Scottish Opera and Northern Ireland Opera's new version of Offenbach's Orpheus in the Underworld has been touring Scotalnd and Northern Ireland: it's now arrived in London for a short run at the Young Vic in London, in its 150-seater Maria hall alongside the main theatre. A company consisting of just ten singers, one pianist and an off-stage player of Orpheus's violin make this the latest addition to London's burgeoning chamber opera scene.
This production is all about celebrity. The sets are a backdrop of newspaper headlines (The Deity Telegraph, News of the Underworld, etc); the translation is by a celebrity (Rory Bremner); there were a boatload of celebrities in the audience (as well as Bremner himself, the row in front of me included Brian May, Nancy Dell'Olio, and probably others I didn't recognise). In a Sunday Times interview, Bremner said that he didn't expect his audience to know much about either Greek mythology or Second Empire French politics, so he rewrote the opera rather than translating it: the result is billed as being updated "to our media-savvy, celebrity-obsessed society". The figure of Public Opinion becomes the personification of the tabloid press, Eurydice is a hen-night slag, Aristaeus converts from shepherd to personal trainer, John Styx from the former king of Boeotia to a disgraced banker.
The action starts with a great performance by Máire Flavin as Public Opinion, engaging and amusing. After that, the opera rapidly settles into a single pace and style - fast and coarse - which it maintains for the rest of the evening. There's plenty of on-stage sex, Gavan Ring's Pluto gives us more pelvic thrusts than an Elvis concert, Eurydice spends a lot of time telling men that she's up for it and pointing encouragingly at her crotch and any prolonged high notes are accompanied by visual orgasm gags. You can fill in a long tick sheet of current affairs themes from the dialogue: Berlusconi's bunga-bunga parties, the Greek financial crisis, tabloid hacking, Strictly Come Dancing and I'm a Celebrity, Get me out of here, to name just a few.

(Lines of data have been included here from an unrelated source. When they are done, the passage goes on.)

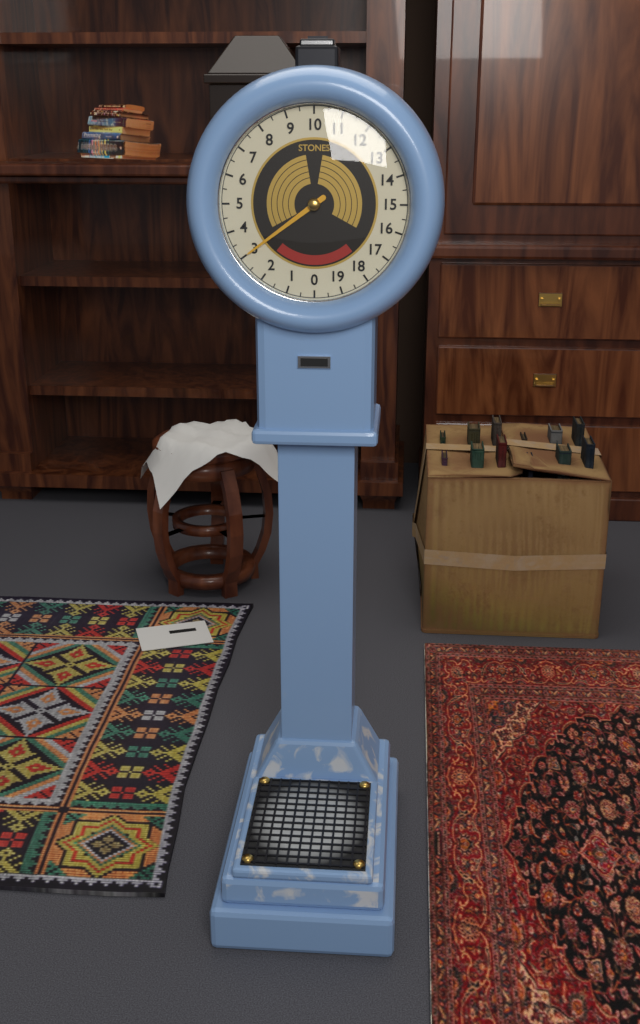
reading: 3.0 stones
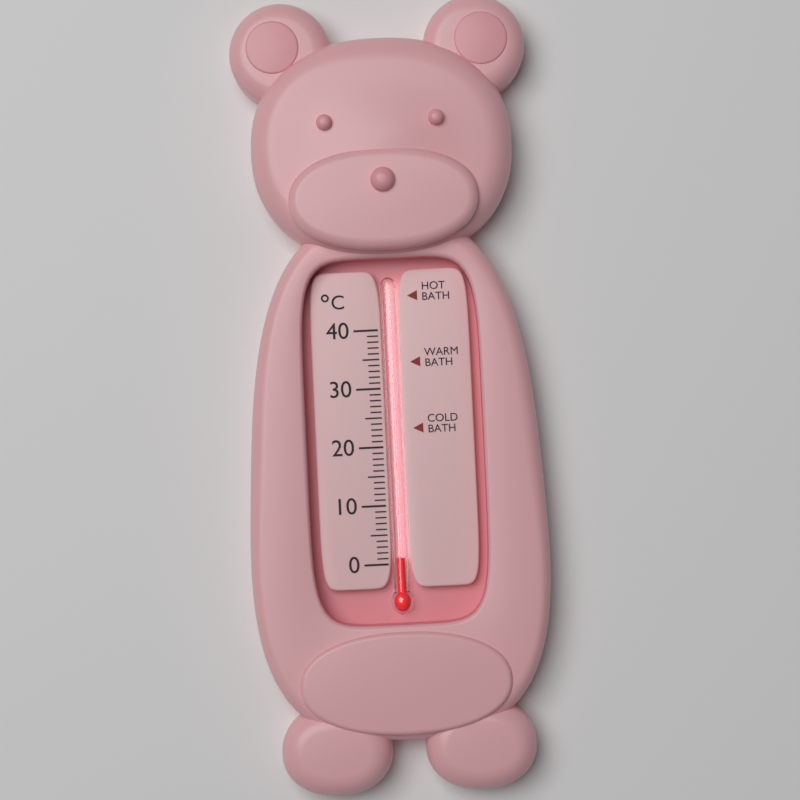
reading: 1 °C
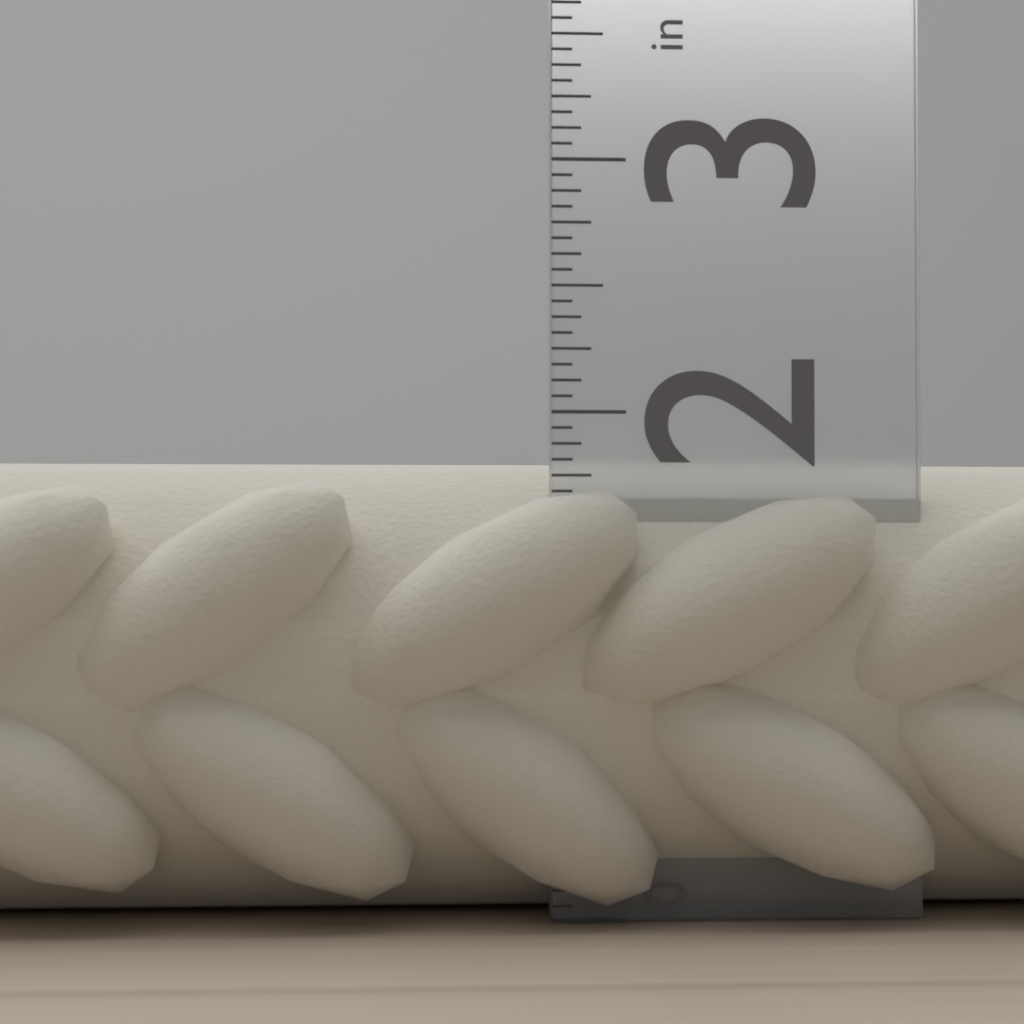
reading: 1.8125 in
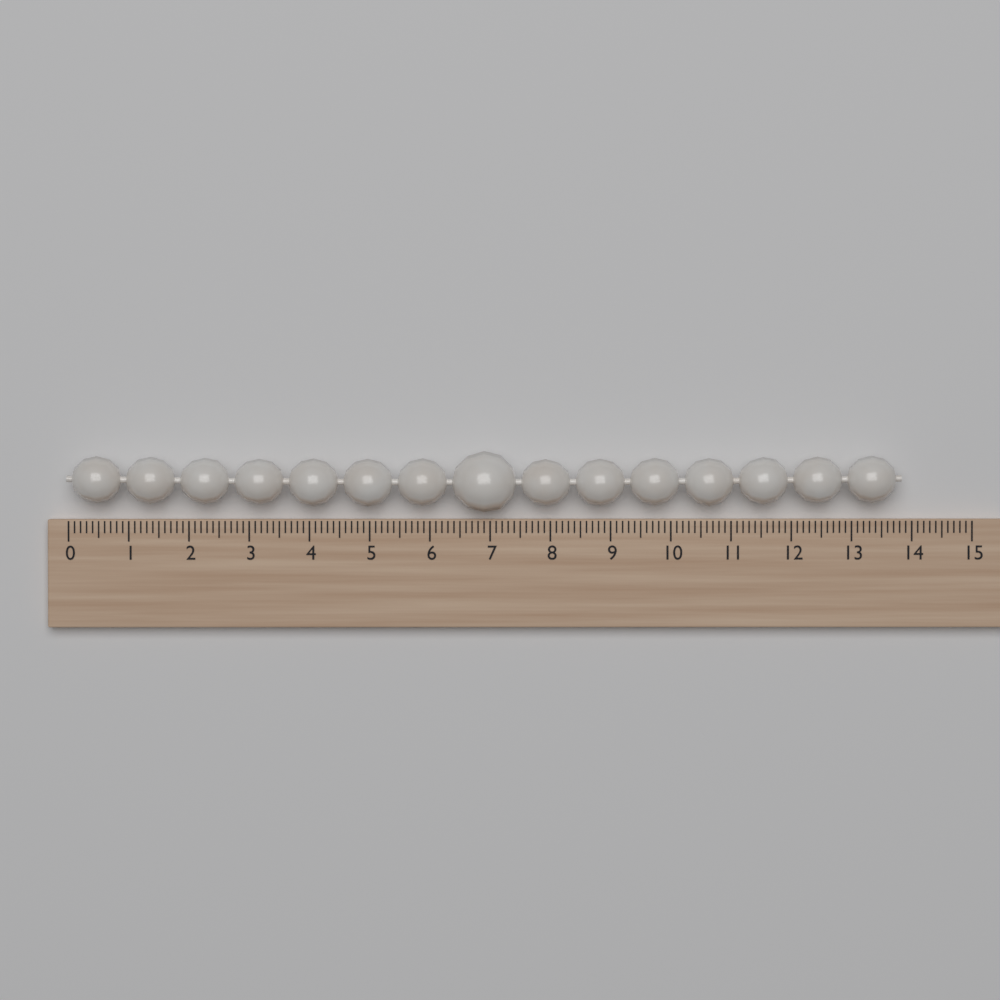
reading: 13.8 (no unit)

My problem was that after a quarter of an hour or so, I started to find it all very predictable. I don't get shocked by coarse sex references on stage, but I got bored after the tenth, twentieth, thirtieth one. Bremner's political comedy usually has me in stitches, but this didn't: I could see too many of the jokes coming from a mile away, and it seemed like a list of topical gags rather than anything genuinely witty. Musically, this production didn't do anything for me either. I can see that it is difficult to fill a 150-seat theatre with an upright piano and maintain any variety of colour. But I'm not convinced anyone was trying to get variety: the piano style was clipped and upbeat throughout and even John Styx's lyrical ballad when I was King of the Boeotians was performed as a cheerful ditty.
The overall result is an odd mixture of standard operatic technique for the singing, music-hall style piano playing, high energy larking about from the cast and lowest-common-denominator humour. There are going to be plenty of people who enjoy it: anyone who normally finds opera stuffed-up, affected and unremittingly slow will be thoroughly refreshed. But I'm not one of them: I know and love the original Offenbach and its background adequately well and I'm definitely in what Bremner's Eurydice derides as the "Radio 3/BBC4 audience". So I found it all rather tedious.